Abstract life in the 70s.

jd holden
Six Days Without Art
3 min readMar 7, 2015

Where were you in 1976? I was in Lincolnshire (that’s in England, where the finest Cathedral in the world happens to be). It was hot. There were ladybirds that summer. Lots of them. I don’t know if I really remember them, or if it’s a cultural memory that’s been implanted in my brain. I remember three houses we lived in, and boarding school. So I do remember bits of the end of the 70s, though not much. I have a terrible memory. I like it that way. I remember listening to “Bridge Over Troubled Water” and “The Best of the Carpenters”. I remember coming home from school one day to find out that my grandfather had died. In my house. I remember listening to Tchaikovsky’s Violin Concerto on my brother’s plastic mono record player. I remember frilly fronted shirts and bow ties. I remember a huge jumper that my mother knitted for me, with wide, wide stripes of colours, and the embarrassment I wore with it on a school trip. I remember the mug we all got to commemorate the Queen’s Silver Jubilee. And I remember Janet Allison, and the box of Matchmakers I gave her for Christmas that year. And the tiger lillies I gave her, when we met again three years later.

The truth is, I prefer the future. I prefer to be planning, looking forward to something special. Because life can always be better. Life should always be better. And the only way that is going to happen is if you make it so. Which preamble takes me to this week’s show, at Galería Atelier. Adrià Lanuza’s new paintings are not new at all. They come from his thirties, that period of time I am having so much difficulty remembering. Now 75, he has dusted off some acrylic paintings that have been hidden away for all my adult life. He has framed them, and proudly displayed them and challenged us to believe in them, to see in them something new, or something old, or something timeless.

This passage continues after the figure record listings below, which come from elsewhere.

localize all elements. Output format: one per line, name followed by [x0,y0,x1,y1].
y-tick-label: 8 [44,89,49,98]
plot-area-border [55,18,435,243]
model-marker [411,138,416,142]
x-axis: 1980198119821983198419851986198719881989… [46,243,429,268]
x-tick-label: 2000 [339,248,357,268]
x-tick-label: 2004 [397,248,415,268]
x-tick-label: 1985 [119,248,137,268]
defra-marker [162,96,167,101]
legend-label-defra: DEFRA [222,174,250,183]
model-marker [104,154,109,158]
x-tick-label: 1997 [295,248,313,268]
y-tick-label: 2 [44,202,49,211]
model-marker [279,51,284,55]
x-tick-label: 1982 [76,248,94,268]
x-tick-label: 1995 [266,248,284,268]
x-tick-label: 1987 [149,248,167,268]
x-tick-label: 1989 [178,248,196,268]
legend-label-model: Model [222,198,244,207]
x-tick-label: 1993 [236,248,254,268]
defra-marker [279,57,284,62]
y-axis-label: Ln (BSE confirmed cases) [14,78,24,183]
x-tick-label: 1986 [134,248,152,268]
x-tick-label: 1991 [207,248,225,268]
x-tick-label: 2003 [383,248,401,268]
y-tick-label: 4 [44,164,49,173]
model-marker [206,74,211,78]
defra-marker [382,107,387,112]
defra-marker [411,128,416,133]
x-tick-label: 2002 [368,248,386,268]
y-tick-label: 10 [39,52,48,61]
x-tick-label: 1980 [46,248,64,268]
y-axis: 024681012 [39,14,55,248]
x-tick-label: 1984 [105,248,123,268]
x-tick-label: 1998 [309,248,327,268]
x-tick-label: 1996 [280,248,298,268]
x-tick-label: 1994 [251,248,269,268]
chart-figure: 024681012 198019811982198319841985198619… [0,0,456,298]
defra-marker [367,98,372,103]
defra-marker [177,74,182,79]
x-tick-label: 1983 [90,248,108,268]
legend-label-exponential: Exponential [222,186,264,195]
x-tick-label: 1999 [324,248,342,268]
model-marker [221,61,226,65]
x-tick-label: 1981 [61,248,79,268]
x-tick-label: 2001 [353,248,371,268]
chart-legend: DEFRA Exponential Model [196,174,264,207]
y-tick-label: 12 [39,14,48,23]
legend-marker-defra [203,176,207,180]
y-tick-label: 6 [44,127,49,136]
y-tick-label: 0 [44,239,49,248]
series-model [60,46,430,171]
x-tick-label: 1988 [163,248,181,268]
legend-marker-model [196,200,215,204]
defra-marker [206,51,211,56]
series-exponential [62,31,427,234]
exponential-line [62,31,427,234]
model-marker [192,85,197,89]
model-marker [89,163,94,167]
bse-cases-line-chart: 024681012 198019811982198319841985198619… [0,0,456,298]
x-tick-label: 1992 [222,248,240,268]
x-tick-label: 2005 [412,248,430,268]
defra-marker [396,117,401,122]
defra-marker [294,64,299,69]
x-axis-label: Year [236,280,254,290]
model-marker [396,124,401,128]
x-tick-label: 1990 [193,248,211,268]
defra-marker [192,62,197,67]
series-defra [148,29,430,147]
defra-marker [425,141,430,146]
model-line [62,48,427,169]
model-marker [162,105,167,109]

These abstract paintings are just that. Abstractions from my life in the 1970s. They are the iridescent veined wing of a ladybird. They are the over-exuberant bow-tie of a concert violinist. They are the bony limbs of my grandfather. They are flowers bursting with promise. There are buttresses, and flying buttresses. If you want, there are lions and unicorns and English roses. There is time and there is eternity. There is implosion and explosion. There is stained glass and blood stain. There is Jackson Browne, Black Sabbath and Deep Purple.

The artist will have other memories, of course. He will have his own interpretation of his work. And maybe over time his perception has changed. Maybe he has forgotten what he was thinking, what he believed, who he even was when he made these works. Perhaps they remind him of metamorphosis. Perhaps for Lanuza there is authoritarianism and democratic freedom. There is the eruption of openness and change.

But there is another reading too. Your reading. What were you doing in the 1970s? Were you even born? What cultural memory has been laid upon you? What does the 70s mean to you? Because these paintings are inclusive, comprehensive, ecumenical. Like all great art they allow you to bring your life, your memories, your hopes and plans. And to sit comfortably with them, reconciled. Art is art. Make it your art. Life is life. Make it your life.